SCHR: The Right to a Lawyer (Indigent
Defense)
A Report on
Pre- and Post-Katrina Indigent Defense in New Orleans
Southern
Center for Human Rights
March 2006
Click here for the full report
On August 29, 2005,
Hurricane Katrina swept across southern Louisiana, hitting St. Bernard,
Plaquemines, and Orleans Parishes, which comprise the entirety of the
jurisdictions within Louisiana’s Fourth Circuit Court of Appeal.
The hurricane left almost complete devastation of civil infrastructures,
including hospitals, schools, and the justice system. The storm also
bared massive pre-existing deficiencies, inter alia, poverty,
policing, and the justice system, where a great number of the 8500
detainees (pre and post-trial) ultimately evacuated from the region were
indigent, and held on minor offenses without contact or support from
their public defender.
When the levees in New
Orleans broke on August 30, 2005, there were approximately seven
thousand men and women awaiting trial in New Orleans who were too poor
to afford a defense attorney. Almost five thousand of these pre-trial
detainees were locked up in Orleans Parish Prison when the city flooded,
and were evacuated to prisons and jails throughout Louisiana. Most of
these indigent defendants, along with new post-Katrina arrestees, remain
locked up with no access to counsel.
At the invitation of and in partnership
with Safe Streets/Strong Communities, a citizens group working to reform
New Orleans' criminal justice system, the Southern Center for Human
Rights (SCHR) conducted a preliminary investigation into the crisis
involving the evacuated prisoners, meeting over a hundred detainees,
talking to scores of attorneys, and reviewing thousands pages of
documentation. What SCHR discovered was not just that none of the
indigent detainees had seen a lawyer since Katrina—within the last six
months—but that the vast majority of the defendants interviewed had not
seen a public defender outside of Court in the six months prior to
Hurricane Katrina. Moreover, SCHR discovered that the agency tasked
with representing these detainees did not know whom it now ostensibly
represents.
More than six months
after Katrina, a majority of those men and women remain behind bars,
where they have languished on average for over a year without any
communication with a defense attorney. There is an urgent need to
immediately staff and mobilize an indigent defense system that can
effectively and ethically represent the thousands of individuals who are
currently facing their criminal charges without assistance of counsel.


# Work request:
For every line of the material below, check for the string "will" and return the line if it is there.

# Dataset records:
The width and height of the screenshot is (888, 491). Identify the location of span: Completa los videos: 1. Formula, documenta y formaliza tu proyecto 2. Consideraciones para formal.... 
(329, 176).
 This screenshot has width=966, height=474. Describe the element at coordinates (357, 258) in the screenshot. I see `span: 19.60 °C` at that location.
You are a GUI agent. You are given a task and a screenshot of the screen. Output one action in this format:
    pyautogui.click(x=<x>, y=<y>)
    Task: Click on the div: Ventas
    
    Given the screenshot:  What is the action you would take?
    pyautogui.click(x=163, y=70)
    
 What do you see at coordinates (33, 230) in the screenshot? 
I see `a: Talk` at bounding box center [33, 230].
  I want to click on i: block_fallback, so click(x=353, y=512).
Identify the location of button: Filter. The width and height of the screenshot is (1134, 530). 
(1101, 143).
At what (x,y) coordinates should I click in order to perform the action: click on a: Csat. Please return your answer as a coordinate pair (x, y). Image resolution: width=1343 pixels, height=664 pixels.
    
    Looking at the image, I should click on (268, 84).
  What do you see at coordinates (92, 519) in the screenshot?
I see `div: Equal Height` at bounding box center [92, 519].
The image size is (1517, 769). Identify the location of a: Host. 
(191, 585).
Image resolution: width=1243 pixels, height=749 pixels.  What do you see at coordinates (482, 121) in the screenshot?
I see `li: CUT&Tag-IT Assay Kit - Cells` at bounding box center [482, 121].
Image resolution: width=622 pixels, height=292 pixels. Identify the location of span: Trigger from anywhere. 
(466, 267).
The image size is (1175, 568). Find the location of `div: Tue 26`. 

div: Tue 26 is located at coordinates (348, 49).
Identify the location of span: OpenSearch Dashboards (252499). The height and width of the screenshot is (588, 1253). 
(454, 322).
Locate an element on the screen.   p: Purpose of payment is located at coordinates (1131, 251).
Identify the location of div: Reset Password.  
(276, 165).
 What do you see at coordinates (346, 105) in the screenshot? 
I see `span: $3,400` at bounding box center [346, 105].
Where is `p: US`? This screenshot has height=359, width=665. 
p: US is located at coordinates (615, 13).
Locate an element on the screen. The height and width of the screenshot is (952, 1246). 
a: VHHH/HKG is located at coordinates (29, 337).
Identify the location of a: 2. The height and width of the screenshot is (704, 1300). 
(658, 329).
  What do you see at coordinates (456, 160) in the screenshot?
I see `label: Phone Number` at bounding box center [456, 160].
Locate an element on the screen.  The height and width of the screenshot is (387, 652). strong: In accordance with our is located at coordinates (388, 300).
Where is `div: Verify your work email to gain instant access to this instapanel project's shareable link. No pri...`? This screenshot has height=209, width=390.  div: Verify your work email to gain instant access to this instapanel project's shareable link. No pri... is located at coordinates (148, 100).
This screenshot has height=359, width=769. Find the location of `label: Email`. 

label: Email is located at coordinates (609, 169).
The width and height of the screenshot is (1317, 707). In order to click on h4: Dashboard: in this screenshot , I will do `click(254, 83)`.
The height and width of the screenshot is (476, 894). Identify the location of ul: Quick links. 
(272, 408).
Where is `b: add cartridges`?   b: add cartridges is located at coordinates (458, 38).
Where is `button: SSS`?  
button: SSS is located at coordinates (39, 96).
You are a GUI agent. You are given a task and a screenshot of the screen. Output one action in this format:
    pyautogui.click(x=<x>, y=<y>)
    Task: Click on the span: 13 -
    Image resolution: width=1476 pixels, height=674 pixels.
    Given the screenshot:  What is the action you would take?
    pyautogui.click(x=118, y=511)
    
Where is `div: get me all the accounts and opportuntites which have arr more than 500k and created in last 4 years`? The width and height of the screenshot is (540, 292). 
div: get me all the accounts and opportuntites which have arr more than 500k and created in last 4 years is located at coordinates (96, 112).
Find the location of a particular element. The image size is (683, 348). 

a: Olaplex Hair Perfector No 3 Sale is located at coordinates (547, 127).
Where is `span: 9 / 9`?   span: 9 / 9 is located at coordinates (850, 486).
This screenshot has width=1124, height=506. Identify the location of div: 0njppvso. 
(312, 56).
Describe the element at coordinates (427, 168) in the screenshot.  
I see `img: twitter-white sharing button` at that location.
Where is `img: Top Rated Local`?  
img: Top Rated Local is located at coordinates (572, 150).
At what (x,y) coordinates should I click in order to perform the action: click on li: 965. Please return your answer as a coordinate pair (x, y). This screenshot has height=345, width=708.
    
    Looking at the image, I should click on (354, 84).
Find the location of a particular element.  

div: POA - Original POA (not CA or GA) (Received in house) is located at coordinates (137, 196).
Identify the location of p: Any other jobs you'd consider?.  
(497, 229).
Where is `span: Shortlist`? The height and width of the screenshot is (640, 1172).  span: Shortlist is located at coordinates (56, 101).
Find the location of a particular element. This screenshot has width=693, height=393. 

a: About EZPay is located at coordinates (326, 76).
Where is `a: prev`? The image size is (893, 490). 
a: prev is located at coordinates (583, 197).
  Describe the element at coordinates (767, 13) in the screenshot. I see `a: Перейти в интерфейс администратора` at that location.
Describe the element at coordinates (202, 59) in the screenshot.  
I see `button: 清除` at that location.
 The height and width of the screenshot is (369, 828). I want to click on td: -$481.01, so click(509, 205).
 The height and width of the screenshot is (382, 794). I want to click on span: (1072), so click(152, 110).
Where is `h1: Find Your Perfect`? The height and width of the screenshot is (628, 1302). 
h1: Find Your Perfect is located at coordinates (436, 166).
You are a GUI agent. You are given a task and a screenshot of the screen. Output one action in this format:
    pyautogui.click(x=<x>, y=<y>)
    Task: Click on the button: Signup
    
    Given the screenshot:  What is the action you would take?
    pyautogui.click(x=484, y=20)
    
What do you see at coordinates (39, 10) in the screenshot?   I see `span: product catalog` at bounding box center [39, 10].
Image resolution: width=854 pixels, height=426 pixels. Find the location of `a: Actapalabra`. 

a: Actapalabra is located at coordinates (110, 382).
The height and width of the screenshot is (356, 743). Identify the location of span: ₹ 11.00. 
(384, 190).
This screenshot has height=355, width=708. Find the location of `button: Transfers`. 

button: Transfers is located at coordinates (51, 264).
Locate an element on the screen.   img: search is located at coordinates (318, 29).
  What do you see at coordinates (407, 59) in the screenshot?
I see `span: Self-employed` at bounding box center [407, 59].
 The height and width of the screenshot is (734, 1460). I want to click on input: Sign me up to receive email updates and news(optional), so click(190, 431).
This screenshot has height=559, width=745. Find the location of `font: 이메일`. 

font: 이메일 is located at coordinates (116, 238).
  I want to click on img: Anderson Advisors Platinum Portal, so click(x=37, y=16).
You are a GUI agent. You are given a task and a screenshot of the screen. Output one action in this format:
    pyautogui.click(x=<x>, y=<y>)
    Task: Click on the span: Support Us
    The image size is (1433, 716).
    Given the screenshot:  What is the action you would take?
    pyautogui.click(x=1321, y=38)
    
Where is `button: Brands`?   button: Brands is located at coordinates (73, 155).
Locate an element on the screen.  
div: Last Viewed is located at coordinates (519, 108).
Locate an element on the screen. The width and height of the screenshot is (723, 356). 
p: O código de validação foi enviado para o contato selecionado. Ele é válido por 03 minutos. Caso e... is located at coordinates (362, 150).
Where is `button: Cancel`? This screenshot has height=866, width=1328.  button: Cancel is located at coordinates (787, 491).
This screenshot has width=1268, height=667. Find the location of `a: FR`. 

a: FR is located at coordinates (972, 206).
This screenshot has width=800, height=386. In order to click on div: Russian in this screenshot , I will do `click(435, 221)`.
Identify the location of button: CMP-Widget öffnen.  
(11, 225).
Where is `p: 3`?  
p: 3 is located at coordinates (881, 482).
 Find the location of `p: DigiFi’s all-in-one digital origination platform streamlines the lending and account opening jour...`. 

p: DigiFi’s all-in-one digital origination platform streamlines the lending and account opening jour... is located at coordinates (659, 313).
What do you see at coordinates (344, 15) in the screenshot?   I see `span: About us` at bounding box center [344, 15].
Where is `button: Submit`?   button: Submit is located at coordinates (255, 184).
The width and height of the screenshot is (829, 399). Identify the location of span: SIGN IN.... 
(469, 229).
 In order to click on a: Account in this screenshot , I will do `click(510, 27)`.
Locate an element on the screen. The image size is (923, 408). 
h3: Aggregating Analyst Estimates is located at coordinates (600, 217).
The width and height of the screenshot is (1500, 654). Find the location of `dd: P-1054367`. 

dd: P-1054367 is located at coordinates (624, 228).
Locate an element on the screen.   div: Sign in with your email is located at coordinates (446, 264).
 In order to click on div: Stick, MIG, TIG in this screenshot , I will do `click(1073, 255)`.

# Reply to the task:
The width and height of the screenshot is (1317, 707). In order to click on h4: Dashboard: in this screenshot , I will do `click(254, 83)`.
This screenshot has width=800, height=386. In order to click on div: Russian in this screenshot , I will do `click(435, 221)`.
 In order to click on a: Account in this screenshot , I will do `click(510, 27)`.
 In order to click on div: Stick, MIG, TIG in this screenshot , I will do `click(1073, 255)`.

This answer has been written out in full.